Tuesday New Release Day: Murakami, Jobs, Nadas, Millet, Kahneman
It’s another huge week for new releases. Happy Murakami day! Haruki Murakami’s long-awaited 1Q84 is finally here – look for our review tomorrow, as is Walter Isaacson’s headline-making biography of Steve Jobs. Also out is another massive and hotly anticipated work in translation (1152 pages!), Hungarian Peter Nadas’s Parallel Stories. Lydia Millet has a new novel out, Ghost Lights, and Thinking, Fast and Slow is set to arrive from Nobel-winning psychologist Daniel Kahneman.
I still cannot for the life of me understand why Poets & Writers keeps publishing the shoddy research and writing of Seth Abramson. Every article he writes becomes a lightning rod for controversy and complaint. I don’t think I’ve ever read one positive, supportive response to one of his rankings lists.
Abramson is obviously very dishonest and his work certainly shouldn’t be published by someone like Poets and Writers. But they probably publish it because the controversy and complaints move copies of the magazine.
The Methodology Article is available for FREE online and is 75 pages long (MS Word format, double-spaced) and explains every single aspect of the methodology in detail so exhaustive it’s actually been criticized by AWP for going on TOO long. Poets & Writers is a non-profit magazine which puts the MFA issue online for FREE every single year. What planet do you live on in which those two facts lead you to call the methodology’s author “dishonest” and the magazine itself one which is only interested in “moving copies of the magazine”? That’d be as crazy as me saying that you have the guts to make these specious claims under your real name.
I’ve read Abramson’s discussion of methodology, and that’s exactly why I think he is dishonest and every person I know who has ever interacted with him has felt the same way. Length does not equal honesty though. Who on earth would think that?
But there is certainly a large volume of words out there on the subject and people can read and make their own decisions.
D.,
Agreed. I’m a poet and professor, and I do not have one writer friend or colleague in my field who doesn’t think the methodology behind these rankings is completely specious and ridiculous. I’ll add that I’ve never seen anyone but Seth publicly defend the methodology behind these rankings, not even someone from Poets & Writers magazine. Sometimes you’ll see applicants posting about how they found these rankings “helpful”, but I’ve actually never seen one of these applicant defend the methodology.

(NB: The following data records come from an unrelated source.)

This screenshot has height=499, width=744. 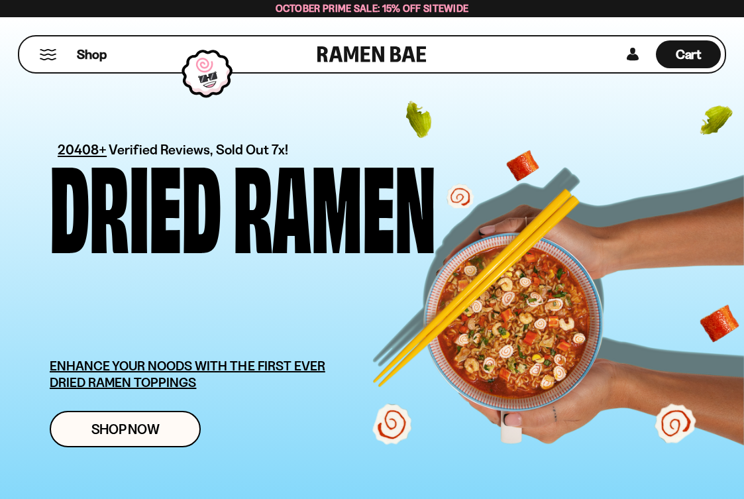 I want to click on div: Ramen, so click(x=334, y=201).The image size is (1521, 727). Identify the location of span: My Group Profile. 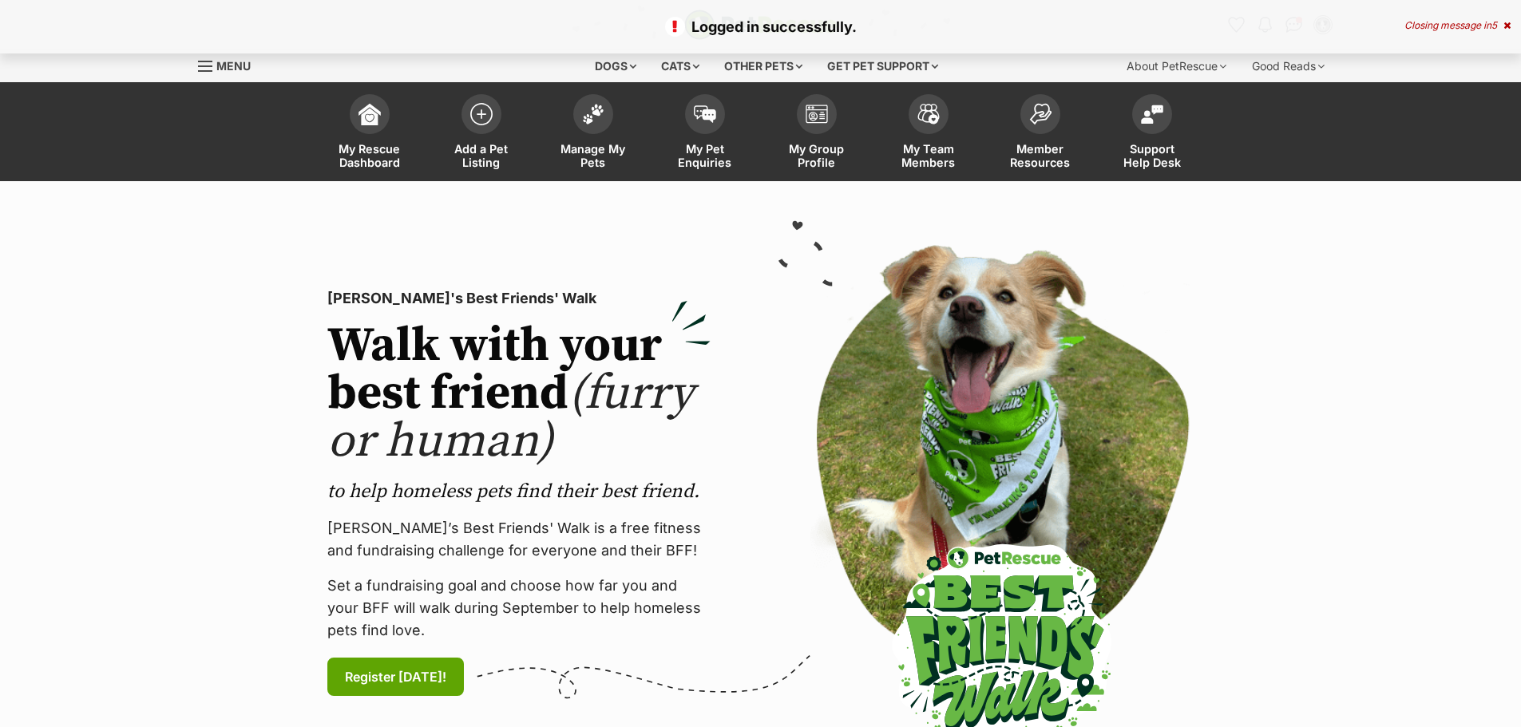
(817, 156).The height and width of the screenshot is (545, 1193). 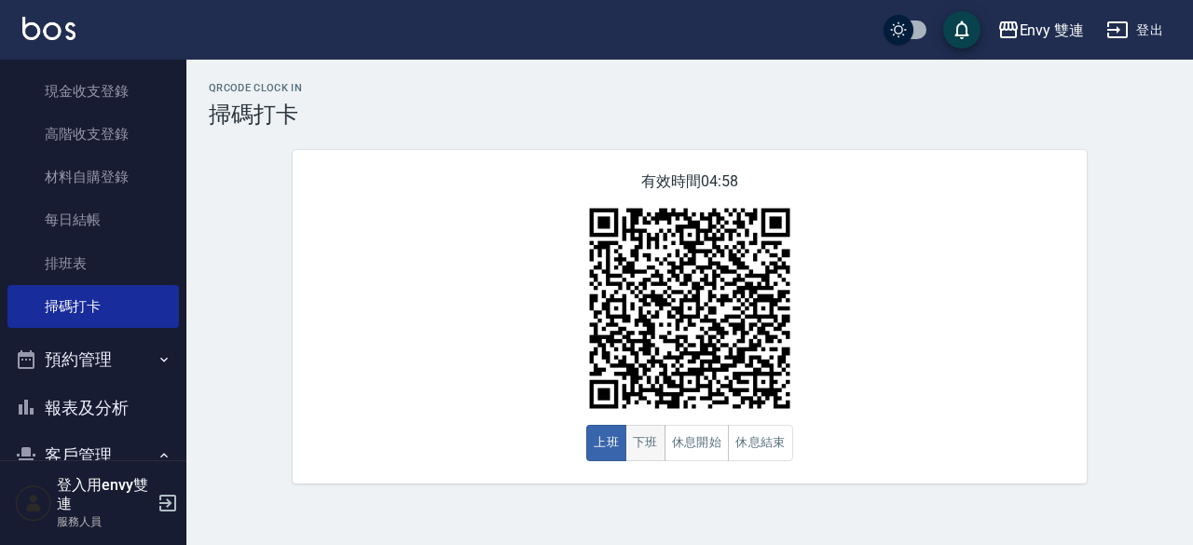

I’ll add that I don’t personally object to the idea of rankings. Like others, I just think they need to be done in a more responsible and logical way. I mean, to not let anyone who has ever attended or taught in an MFA Program participate in the poll seems borderline absurd.
A good explanation of how flawed these rankings, and the alleged methodology, are at even the most basic statistically level:
http://blog.bestamericanpoetry.com/the_best_american_poetry/2011/09/poets-and-writers-mfa-rankings-garbage-in-garbage-out-by-stacey-harwood.html
Poets & Writers has responded to the open letter: http://at.pw.org/o6e4Ss.
Hey Everyone, I hope that the acceptances keep rolling in this MFA season! I know how exhausting the application process can be and that even writers with exceptional work are not always given the chance to attend the program of their dreams. A friend and I are planning to launch a fiction anthology–Best New American Slush–that will feature the work of MFA applicants that have not been accepted to a program this year. We are hoping to showcase a portion of the great talent that has not yet made into the madness that is the MFA world. If you are interested in submitting, please feel free to check out our page for instructions and further updates.